Family Conferencing. Restorative Justice. Wraparound. Social Justice.

…in the service of social justice

April 9th, 2007 at 2:44 pm

“Medicating a kid for a heartache”: the mental health of foster children

mancomfortingchild.jpgHere is an excellent editorial on this subject, sent by my friend Lynn at First Five of Marin. In a nutshell, this piece brings our attention to the mental health needs of foster children and the ways our systems have failed to meet them.  Specifically, it says, psychiatric assessments and care are not provided soon enough, if at all. There is an over-reliance on medication alone to solve mental health problems. There is work to be done to improve access to services and collaboration among the systems that serve foster children.

So true.

The piece also cites advances in care for foster children. Prop 63 was passed and will enable California to improve its mental health system. California has participated in a nationwide movement to reform and redesign child welfare systems.

All the suggestions in the editorial piece are good ones, but I'd take it one further. Just like all mental health problems can't be solved by medication, I would say that not all mental health needs can be met by mental health professionals. Or mental health systems. Mental health systems do an untold amount of good in this world, helping to relieve tremendous suffering and strengthening the safety of communities. Having said that, it's also important to note that children raised by systems are raised as clients. They are "cases" to the adults whose livelihood involves relating to them. A well-funded and well-run children's welfare system will be rich with services, but even the finest of "services" cannot make up for the lack of a LIFE. Lives are lived in families, friendships and communities, not someone else's office. Lifelong mental health is sustained, in large part, by relationships that are reciprocal, where we give as well as receive and where the other person relies on us to be true to them.

Everyone needs at least one person who loves us unconditionally. My last post addressed the issues of "transitional age youth" — kids coming out of the system in need of lifelong relationships and living skills. Younger foster children also have needs that go beyond treatment for post-traumatic stress, abandonment and abuse. Consider a child — any child's need for attachment, friendship, blood connection and stability. The older the child, the more important it may be to keep him/her in contact with important friends and relatives from his/her birth family. These are people to whom the child has become attached and, while contact may need to be limited with certain people, completely severing connections — even with pretty messed up birth parents — is proving to be problematic for many children. Child welfare researchers are finding that connections with birth siblings are often key connections to maintain.

As policy makers, administrators and helping professionals, we have an obligation to these children (and their loved ones) to go beyond the delivery of psychiatric services. This might sound odd, but what I want to say is that the professionals that populate the life of a foster child need to learn how to think less like a professional and more like a really good grandma. Children need good mental health care. They also need a neighborhood, friends, adults that are with them for keeps, and a connection to their biological heritage.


Instructions for the task –
Count up the lines below where the word "我要接案" shows up, and respond with the number alone.
---- Given records
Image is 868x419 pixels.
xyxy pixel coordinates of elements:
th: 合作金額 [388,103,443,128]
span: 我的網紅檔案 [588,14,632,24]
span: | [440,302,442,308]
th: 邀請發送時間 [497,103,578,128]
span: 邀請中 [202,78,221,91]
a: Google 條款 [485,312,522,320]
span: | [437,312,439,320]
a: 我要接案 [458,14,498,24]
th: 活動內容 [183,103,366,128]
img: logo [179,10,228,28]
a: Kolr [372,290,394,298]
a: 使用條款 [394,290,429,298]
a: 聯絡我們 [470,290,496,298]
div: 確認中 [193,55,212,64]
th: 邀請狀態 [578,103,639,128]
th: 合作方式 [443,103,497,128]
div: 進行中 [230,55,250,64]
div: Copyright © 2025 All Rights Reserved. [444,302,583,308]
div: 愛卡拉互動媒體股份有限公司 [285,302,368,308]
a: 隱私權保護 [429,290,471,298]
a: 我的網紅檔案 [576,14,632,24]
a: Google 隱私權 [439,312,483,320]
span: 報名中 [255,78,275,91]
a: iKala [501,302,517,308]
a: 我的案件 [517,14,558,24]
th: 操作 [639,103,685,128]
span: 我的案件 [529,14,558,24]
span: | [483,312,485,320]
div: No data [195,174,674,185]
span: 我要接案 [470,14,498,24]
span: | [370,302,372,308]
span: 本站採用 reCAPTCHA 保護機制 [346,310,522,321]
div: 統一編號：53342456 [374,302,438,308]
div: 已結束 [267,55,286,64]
--------
---- Given records
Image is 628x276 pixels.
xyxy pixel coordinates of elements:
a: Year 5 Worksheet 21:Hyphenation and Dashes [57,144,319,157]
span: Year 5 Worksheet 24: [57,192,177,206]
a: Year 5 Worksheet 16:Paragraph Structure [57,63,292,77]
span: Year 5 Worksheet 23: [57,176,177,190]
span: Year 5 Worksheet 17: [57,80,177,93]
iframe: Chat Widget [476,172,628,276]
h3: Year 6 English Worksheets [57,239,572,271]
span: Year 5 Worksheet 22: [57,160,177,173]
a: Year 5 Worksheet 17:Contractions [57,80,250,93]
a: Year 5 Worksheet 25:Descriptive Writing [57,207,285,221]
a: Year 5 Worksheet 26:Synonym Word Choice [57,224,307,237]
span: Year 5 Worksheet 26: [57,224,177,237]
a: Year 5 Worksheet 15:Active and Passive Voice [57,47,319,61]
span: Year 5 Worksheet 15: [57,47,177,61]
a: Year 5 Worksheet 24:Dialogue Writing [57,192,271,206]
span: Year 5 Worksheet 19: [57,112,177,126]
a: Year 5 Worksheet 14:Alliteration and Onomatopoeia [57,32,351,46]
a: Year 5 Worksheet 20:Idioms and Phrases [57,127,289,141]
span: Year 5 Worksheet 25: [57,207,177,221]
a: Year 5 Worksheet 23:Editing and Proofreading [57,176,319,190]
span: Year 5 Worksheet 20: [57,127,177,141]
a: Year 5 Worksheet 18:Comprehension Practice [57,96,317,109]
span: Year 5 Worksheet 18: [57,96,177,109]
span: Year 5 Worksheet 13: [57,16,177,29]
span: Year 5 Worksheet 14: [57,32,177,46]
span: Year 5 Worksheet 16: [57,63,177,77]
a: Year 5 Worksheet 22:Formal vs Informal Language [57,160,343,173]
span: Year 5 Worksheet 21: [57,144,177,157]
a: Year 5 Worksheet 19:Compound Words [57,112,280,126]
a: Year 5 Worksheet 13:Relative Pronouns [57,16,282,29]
--------
---- Given records
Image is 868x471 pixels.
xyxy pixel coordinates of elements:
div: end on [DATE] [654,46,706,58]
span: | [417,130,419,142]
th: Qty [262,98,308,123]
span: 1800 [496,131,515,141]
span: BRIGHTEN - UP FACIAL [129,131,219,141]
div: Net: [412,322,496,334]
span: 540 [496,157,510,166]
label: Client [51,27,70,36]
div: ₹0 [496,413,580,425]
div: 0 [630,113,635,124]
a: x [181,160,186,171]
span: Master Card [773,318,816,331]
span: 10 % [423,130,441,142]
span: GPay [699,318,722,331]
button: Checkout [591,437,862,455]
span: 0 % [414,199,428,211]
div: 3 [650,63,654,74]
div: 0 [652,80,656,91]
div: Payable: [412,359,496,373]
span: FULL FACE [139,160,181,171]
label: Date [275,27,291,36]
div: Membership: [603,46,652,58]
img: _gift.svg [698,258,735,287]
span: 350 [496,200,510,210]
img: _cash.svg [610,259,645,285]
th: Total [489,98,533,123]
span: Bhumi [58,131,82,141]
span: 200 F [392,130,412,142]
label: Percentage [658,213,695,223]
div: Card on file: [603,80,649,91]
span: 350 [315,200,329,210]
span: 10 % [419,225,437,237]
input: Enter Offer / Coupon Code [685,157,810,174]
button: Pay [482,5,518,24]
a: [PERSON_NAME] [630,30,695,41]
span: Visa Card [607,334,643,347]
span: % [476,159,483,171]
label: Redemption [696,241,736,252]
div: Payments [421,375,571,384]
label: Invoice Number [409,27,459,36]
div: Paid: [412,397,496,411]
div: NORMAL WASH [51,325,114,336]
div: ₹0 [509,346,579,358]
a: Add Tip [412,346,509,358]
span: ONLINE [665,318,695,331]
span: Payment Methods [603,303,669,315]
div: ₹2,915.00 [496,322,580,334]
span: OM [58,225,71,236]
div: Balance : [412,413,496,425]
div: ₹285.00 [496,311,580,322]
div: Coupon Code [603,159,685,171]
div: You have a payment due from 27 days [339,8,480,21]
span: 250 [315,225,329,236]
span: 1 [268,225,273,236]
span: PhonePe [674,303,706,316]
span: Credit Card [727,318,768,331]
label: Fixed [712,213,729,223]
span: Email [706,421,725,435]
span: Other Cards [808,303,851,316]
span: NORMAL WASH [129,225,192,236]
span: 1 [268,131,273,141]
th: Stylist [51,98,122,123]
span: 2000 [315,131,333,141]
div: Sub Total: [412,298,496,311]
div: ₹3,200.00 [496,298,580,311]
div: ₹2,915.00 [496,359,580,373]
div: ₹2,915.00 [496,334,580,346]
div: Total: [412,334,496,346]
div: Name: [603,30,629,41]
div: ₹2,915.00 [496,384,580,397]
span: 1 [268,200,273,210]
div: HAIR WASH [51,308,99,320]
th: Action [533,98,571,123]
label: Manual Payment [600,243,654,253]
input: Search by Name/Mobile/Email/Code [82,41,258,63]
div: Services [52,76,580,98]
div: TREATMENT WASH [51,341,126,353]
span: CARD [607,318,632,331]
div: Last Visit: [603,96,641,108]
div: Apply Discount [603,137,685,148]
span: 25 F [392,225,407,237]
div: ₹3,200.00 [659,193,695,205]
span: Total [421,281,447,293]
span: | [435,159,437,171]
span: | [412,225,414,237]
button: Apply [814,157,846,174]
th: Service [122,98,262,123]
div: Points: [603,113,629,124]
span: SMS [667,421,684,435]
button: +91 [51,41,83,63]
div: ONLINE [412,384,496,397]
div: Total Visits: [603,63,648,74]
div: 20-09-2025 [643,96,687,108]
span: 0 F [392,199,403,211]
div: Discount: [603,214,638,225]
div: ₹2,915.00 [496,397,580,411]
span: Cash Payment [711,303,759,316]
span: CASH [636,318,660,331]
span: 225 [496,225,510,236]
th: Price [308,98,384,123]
--------
Your solution –
2